Last night we went to this fabulous Spanish restaurant and I ate something I’d never had before that has a name I can’t even begin to figure out how to spell even enough to look it up on the internet, but my god, it was fabulous–rice, peas, meat, some sauce–and I had this salad with tomatoes so good that it made every other tomato I’ve had in my life suddenly better in retrospect.
And as we left, the guy who took our money at the garage spoke English until the driver spoke Spanish to him and then he smiled sheepishly in that way men do when they suspect you’ve overheard them talking about you when they thought you wouldn’t know.

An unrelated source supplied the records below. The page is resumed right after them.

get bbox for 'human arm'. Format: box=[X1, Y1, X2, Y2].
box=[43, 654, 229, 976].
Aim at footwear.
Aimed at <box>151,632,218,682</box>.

As I was laying in the tub, trying to coax my ankle into bending again–hot, cold, wiggle, wiggle, hot, cold, wiggle, wiggle–I thought about how much I appreciate that my parents traveled with us when we were growing up. We learned by experience that the whole nation was much larger and much different than the small towns we were growing up in, and that our experience was not the only kind of experience one could have in this country, that on down the road there’s always something new to try–new foods, new smells, new people–and it’s all open to you if you’re willing to search it out.
I sometimes think of how people complain about how homogenized our culture is, how no matter where you go, there’s a McDonald’s and a Tiger Mart and a Hilton and a Walmart; how all the songs on all the radio stations are all the same. And I have to tell you, I wonder if they ever actually get out and about in the places they accuse of being all the same, because these places all seem amazingly different to me.
Which makes me wonder what we mean when we talk about preserving “American” culture. We talk about losing it like we’d be losing something distinct and uniform, when really, what is distinct about us is how many different experiences can be encompassed by the idea of the “American Experience.”
I mean, yes, things are changing and it’s a different nation than the one you grew up in, but all you had to do was drive a hundred miles from where you lived and it was a different nation even then.
Is our culture really threatened or is it just your understanding of our culture, which was already too small to begin with?